Chellappan observed how lung cancer cells that normally die when exposed to chemotherapy drugs "do not die when the treatment is done in the presence of nicotine." He said he hopes this research "will be of relevance to those who smoke, as well as those who quit smoking and use nicotine supplements."

Jiandong Chen, 43, a molecular biologist, received $200,000 to study a protein that controls the longevity of yeast cells, and how it might react to cancer in people. The protein, SirT-1, may play a role in how and when cancer reacts to chemotherapy. By activating or inhibiting the protein at certain stages of cancer growth, researchers hope to manipulate the way a cancer progresses.

"We think it's an important finding," he says. "We think it will be helpful for the testing of drugs and when to use them.'

Dmitry Gabrilovich, 46, an immunologist, received $180,000 to identify new therapeutic strategies in battling multiple myeloma, a cancer of the plasma cells that affects about 50,000 people in the United States.

"It is an incurable but treatable disease," he says. "The main clinical problem of this disease is that patients often develop resistance to chemotherapy, which results in disease progression.

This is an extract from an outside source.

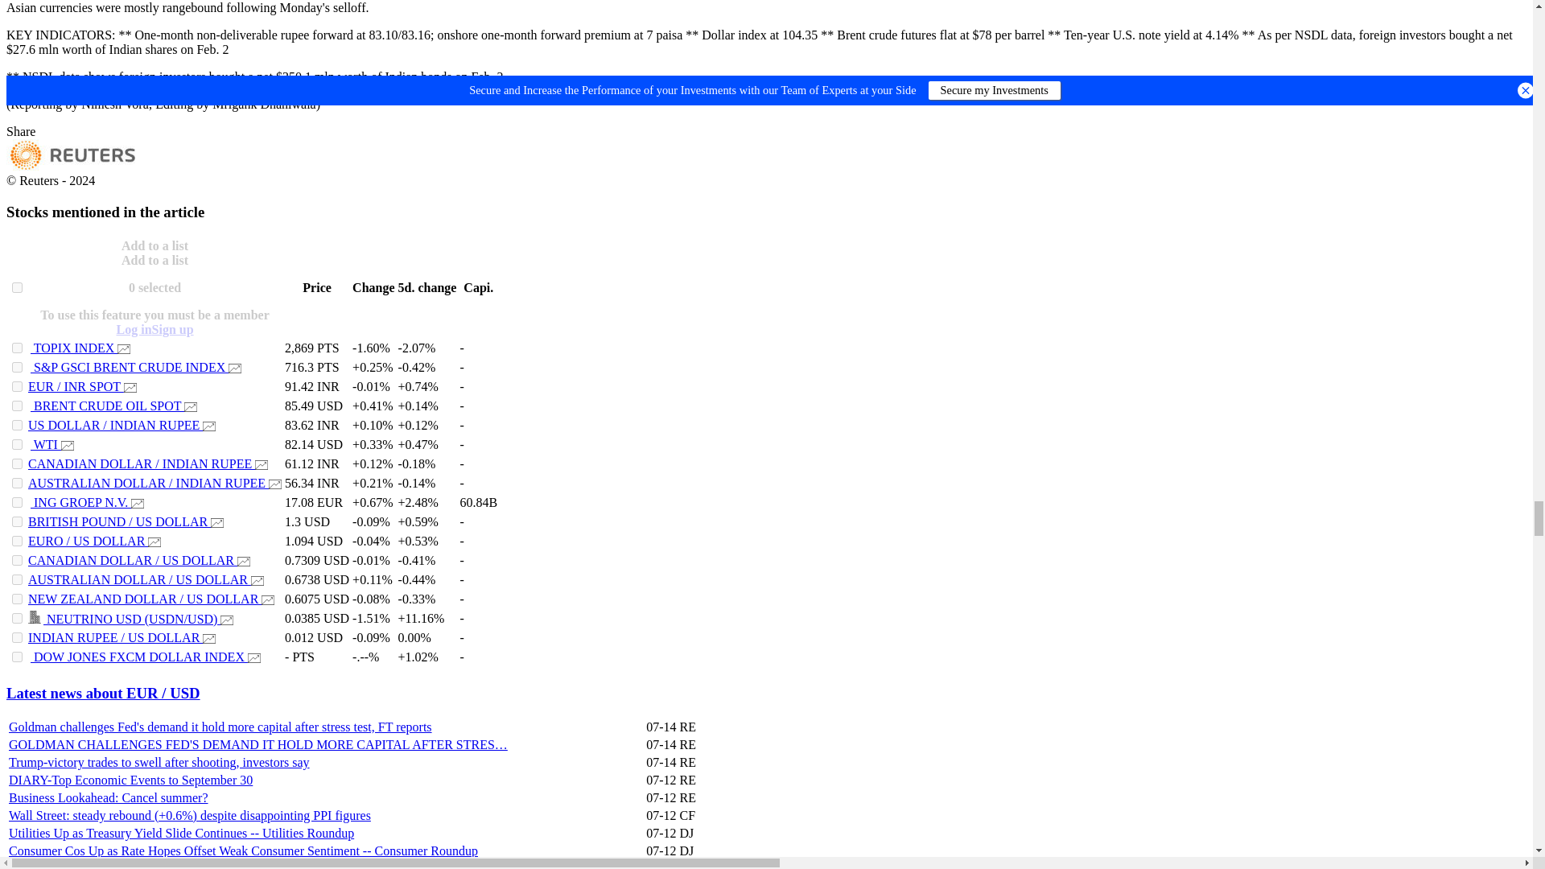 Image resolution: width=1545 pixels, height=869 pixels. Describe the element at coordinates (18, 348) in the screenshot. I see `on` at that location.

Our research effort is focused on finding new ways to overcome this resistance and provide chemotherapy the opportunity to wipe out tumor cells completely."

David Shibata, 41, associate professor of surgery and oncology, used his $130,000 to study tumor suppression. His interest is a gene – HPP1Ö -- that appears to throw up a roadblock against colorectal cancer, a killer of more than 52,000 Americans each year. He believes the current research could create innovative "molecular profiles of tumors" in the next decade.

"Our findings may lead to the identification of novel pathways that contribute to colorectal cancer development," he says. "The goal is to translate our research into better care for patients."

John Koomen, 33, an analytical chemist, received $428,000 over two years to buy and conduct research using a hybrid quadruple ion trap mass spectrometer, a device that measures proteins.

Kooman inoculates mouse organs – livers, lungs and kidneys – with human tumor cells, then introduces certain proteins to incite reactions. Kooman says gains in basic research, better drugs and treatments together are revolutionizing the fight against cancer.

"It's a phenomenal improvement from 10 years ago," he says. "We're starting to understand how cancer works as an intact system."